Every Newspaper Should Be Calling on Donald Trump
Post# of 123696
It is beyond doubt that the current president has "failed to put his nation's interests first."
_By Charles P. Pierce
Sep 18, 2020
U.S. president donald trump holds a picture of the coronavirus with us health and human service secretary alex azar 2nd l, cdc director robert redfield 2nd r, and cdc associate director for laboratory science and safety adlss dr steve monroe r during a tour of the centers for disease control and prevention cdc in atlanta, georgia, on march 6, 2020 photo by jim watson afp photo by jim watsonafp via getty images
JIM WATSON / Getty Images
https://www.esquire.com/news-politics/politic...nl21528140
My favorite statistic of this misbegotten era—and by "favorite," I mean the one most likely to make me drain the Earth's entire supply of whiskey—is the one that press critic Eric Boehlert likes to toss around when he reminds us that more than 100 of the nation's newspapers called for Bill Clinton to resign during the Great Penis Chase of 1998. Clinton, we were told, over and over again, had demonstrated his unfitness for the office of president because of his relationship with Monica Lewinsky. As Boehlert recalled in his essential Press Run newsletter:
"He should resign because he has resolutely failed — and continues to fail — the most fundamental test of any president: to put his nation's interests first," USA Today announced unequivocally of Bill Clinton in September 1998. "Bill Clinton should resign, echoed the Philadelphia Inquirer.
"He should resign because his repeated, reckless deceits have dishonored his presidency beyond repair." The Denver Post, Washington Times, Orlando Sentinel, San Antonio Express-News, Anchorage Daily News, and Manchester (N.H.) Union Leader were among the dailies that joined the resignation chorus.
Yet, as Boehlert points out, none of these guardians of the people's liberties has called for the resignation of a president* who dishonors the presidency just by getting out of bed in the East Wing every morning.
It probably wouldn't do any material good; Clinton ignored the calls for his resignation, too. But it would be a demonstration that another institution was pushing back against a criminal presidency*, the fundamental incompetence of which has contributed to the deaths of over 200,000 citizens.
The New York Times, which has not called for the president*'s resignation either, has the latest entry in a bill of indictment that now reaches from the Potomac to a spot somewhere in north Georgia.
The guidance said it was not necessary to test people without symptoms of Covid-19 even if they had been exposed to the virus. It came at a time when public health experts were pushing for more testing rather than less, and administration officials told The Times that the document was a C.D.C. product and had been revised with input from the agency’s director, Dr. Robert Redfield.
But officials told The Times this week that the Department of Health and Human Services did the rewriting and then “dropped” it into the C.D.C.’s public website, flouting the agency’s strict scientific review process. “That was a doc that came from the top down, from the H.H.S. and the task force,” said a federal official with knowledge of the matter, referring to the White House task force on the coronavirus. “That policy does not reflect what many people at the C.D.C. feel should be the policy.”
As the Times notes, this isn't the first time that political hacks installed at HHS have monkeywrenched documents from the CDC regarding public safety during the pandemic.
BUT WE GOT FOOTBALL AGAIN! Jesus. That any thinking human being would vote for four more years of this madness makes me wonder if Darwin wasted a lot of time.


**TASK DETAILS:** An exact transcription of every record is needed, leaving out the pictures.

*** Opening of TASK DATA ***

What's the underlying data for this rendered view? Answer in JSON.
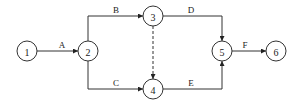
{
  "diagram": {
    "type": "activity-on-arrow network",
    "nodes": [
      {
        "id": "1",
        "label": "1",
        "x": 27,
        "y": 51
      },
      {
        "id": "2",
        "label": "2",
        "x": 88,
        "y": 51
      },
      {
        "id": "3",
        "label": "3",
        "x": 153,
        "y": 16
      },
      {
        "id": "4",
        "label": "4",
        "x": 153,
        "y": 89
      },
      {
        "id": "5",
        "label": "5",
        "x": 222,
        "y": 51
      },
      {
        "id": "6",
        "label": "6",
        "x": 276,
        "y": 51
      }
    ],
    "edges": [
      {
        "from": "1",
        "to": "2",
        "label": "A",
        "style": "solid"
      },
      {
        "from": "2",
        "to": "3",
        "label": "B",
        "style": "solid"
      },
      {
        "from": "2",
        "to": "4",
        "label": "C",
        "style": "solid"
      },
      {
        "from": "3",
        "to": "5",
        "label": "D",
        "style": "solid"
      },
      {
        "from": "4",
        "to": "5",
        "label": "E",
        "style": "solid"
      },
      {
        "from": "3",
        "to": "4",
        "label": "",
        "style": "dashed"
      },
      {
        "from": "5",
        "to": "6",
        "label": "F",
        "style": "solid"
      }
    ]
  }
}
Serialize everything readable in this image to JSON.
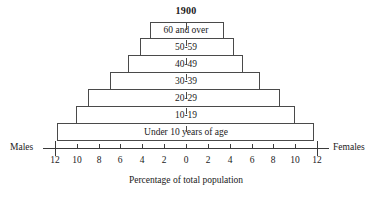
{
  "chart_data": {
    "type": "bar",
    "subtype": "population-pyramid",
    "title": "1900",
    "xlabel": "Percentage of total population",
    "ylabel": "",
    "categories": [
      "60 and over",
      "50-59",
      "40-49",
      "30-39",
      "20-29",
      "10-19",
      "Under 10 years of age"
    ],
    "series": [
      {
        "name": "Males",
        "side": "left",
        "values": [
          3.3,
          4.2,
          5.3,
          7.0,
          9.0,
          10.1,
          11.8
        ]
      },
      {
        "name": "Females",
        "side": "right",
        "values": [
          3.5,
          4.4,
          5.2,
          6.8,
          8.6,
          10.0,
          11.7
        ]
      }
    ],
    "xlim": [
      -12,
      12
    ],
    "xticks": [
      -12,
      -10,
      -8,
      -6,
      -4,
      -2,
      0,
      2,
      4,
      6,
      8,
      10,
      12
    ],
    "xtick_labels": [
      "12",
      "10",
      "8",
      "6",
      "4",
      "2",
      "0",
      "2",
      "4",
      "6",
      "8",
      "10",
      "12"
    ],
    "grid": false,
    "legend": "none",
    "left_axis_label": "Males",
    "right_axis_label": "Females"
  },
  "rows": [
    {
      "label": "60 and over",
      "left": 3.3,
      "right": 3.5
    },
    {
      "label": "50-59",
      "left": 4.2,
      "right": 4.4
    },
    {
      "label": "40-49",
      "left": 5.3,
      "right": 5.2
    },
    {
      "label": "30-39",
      "left": 7.0,
      "right": 6.8
    },
    {
      "label": "20-29",
      "left": 9.0,
      "right": 8.6
    },
    {
      "label": "10-19",
      "left": 10.1,
      "right": 10.0
    },
    {
      "label": "Under 10 years of age",
      "left": 11.8,
      "right": 11.7
    }
  ],
  "axis": {
    "tick_labels": [
      "12",
      "10",
      "8",
      "6",
      "4",
      "2",
      "0",
      "2",
      "4",
      "6",
      "8",
      "10",
      "12"
    ],
    "tick_values": [
      -12,
      -10,
      -8,
      -6,
      -4,
      -2,
      0,
      2,
      4,
      6,
      8,
      10,
      12
    ],
    "caption": "Percentage of total population",
    "left_label": "Males",
    "right_label": "Females"
  },
  "colors": {
    "line": "#4a4a4a",
    "axis": "#3a3a3a",
    "text": "#1a1a1a",
    "background": "#ffffff"
  }
}
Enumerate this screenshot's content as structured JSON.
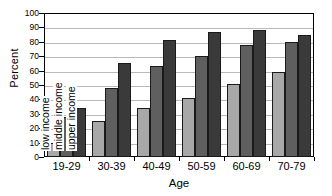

*** Close of TASK DATA ***

**EXERCISE ANSWER:**
What's the underlying data for this rendered view? Answer in JSON.
{
  "diagram": {
    "type": "activity-on-arrow network",
    "nodes": [
      {
        "id": "1",
        "label": "1",
        "x": 27,
        "y": 51
      },
      {
        "id": "2",
        "label": "2",
        "x": 88,
        "y": 51
      },
      {
        "id": "3",
        "label": "3",
        "x": 153,
        "y": 16
      },
      {
        "id": "4",
        "label": "4",
        "x": 153,
        "y": 89
      },
      {
        "id": "5",
        "label": "5",
        "x": 222,
        "y": 51
      },
      {
        "id": "6",
        "label": "6",
        "x": 276,
        "y": 51
      }
    ],
    "edges": [
      {
        "from": "1",
        "to": "2",
        "label": "A",
        "style": "solid"
      },
      {
        "from": "2",
        "to": "3",
        "label": "B",
        "style": "solid"
      },
      {
        "from": "2",
        "to": "4",
        "label": "C",
        "style": "solid"
      },
      {
        "from": "3",
        "to": "5",
        "label": "D",
        "style": "solid"
      },
      {
        "from": "4",
        "to": "5",
        "label": "E",
        "style": "solid"
      },
      {
        "from": "3",
        "to": "4",
        "label": "",
        "style": "dashed"
      },
      {
        "from": "5",
        "to": "6",
        "label": "F",
        "style": "solid"
      }
    ]
  }
}
Serialize everything readable in this image to JSON.
{
  "chart_data": {
    "type": "bar",
    "subtype": "population-pyramid",
    "title": "1900",
    "xlabel": "Percentage of total population",
    "ylabel": "",
    "categories": [
      "60 and over",
      "50-59",
      "40-49",
      "30-39",
      "20-29",
      "10-19",
      "Under 10 years of age"
    ],
    "series": [
      {
        "name": "Males",
        "side": "left",
        "values": [
          3.3,
          4.2,
          5.3,
          7.0,
          9.0,
          10.1,
          11.8
        ]
      },
      {
        "name": "Females",
        "side": "right",
        "values": [
          3.5,
          4.4,
          5.2,
          6.8,
          8.6,
          10.0,
          11.7
        ]
      }
    ],
    "xlim": [
      -12,
      12
    ],
    "xticks": [
      -12,
      -10,
      -8,
      -6,
      -4,
      -2,
      0,
      2,
      4,
      6,
      8,
      10,
      12
    ],
    "xtick_labels": [
      "12",
      "10",
      "8",
      "6",
      "4",
      "2",
      "0",
      "2",
      "4",
      "6",
      "8",
      "10",
      "12"
    ],
    "grid": false,
    "legend": "none",
    "left_axis_label": "Males",
    "right_axis_label": "Females"
  },
  "rows": [
    {
      "label": "60 and over",
      "left": 3.3,
      "right": 3.5
    },
    {
      "label": "50-59",
      "left": 4.2,
      "right": 4.4
    },
    {
      "label": "40-49",
      "left": 5.3,
      "right": 5.2
    },
    {
      "label": "30-39",
      "left": 7.0,
      "right": 6.8
    },
    {
      "label": "20-29",
      "left": 9.0,
      "right": 8.6
    },
    {
      "label": "10-19",
      "left": 10.1,
      "right": 10.0
    },
    {
      "label": "Under 10 years of age",
      "left": 11.8,
      "right": 11.7
    }
  ],
  "axis": {
    "tick_labels": [
      "12",
      "10",
      "8",
      "6",
      "4",
      "2",
      "0",
      "2",
      "4",
      "6",
      "8",
      "10",
      "12"
    ],
    "tick_values": [
      -12,
      -10,
      -8,
      -6,
      -4,
      -2,
      0,
      2,
      4,
      6,
      8,
      10,
      12
    ],
    "caption": "Percentage of total population",
    "left_label": "Males",
    "right_label": "Females"
  },
  "colors": {
    "line": "#4a4a4a",
    "axis": "#3a3a3a",
    "text": "#1a1a1a",
    "background": "#ffffff"
  }
}
Enumerate this screenshot's content as structured JSON.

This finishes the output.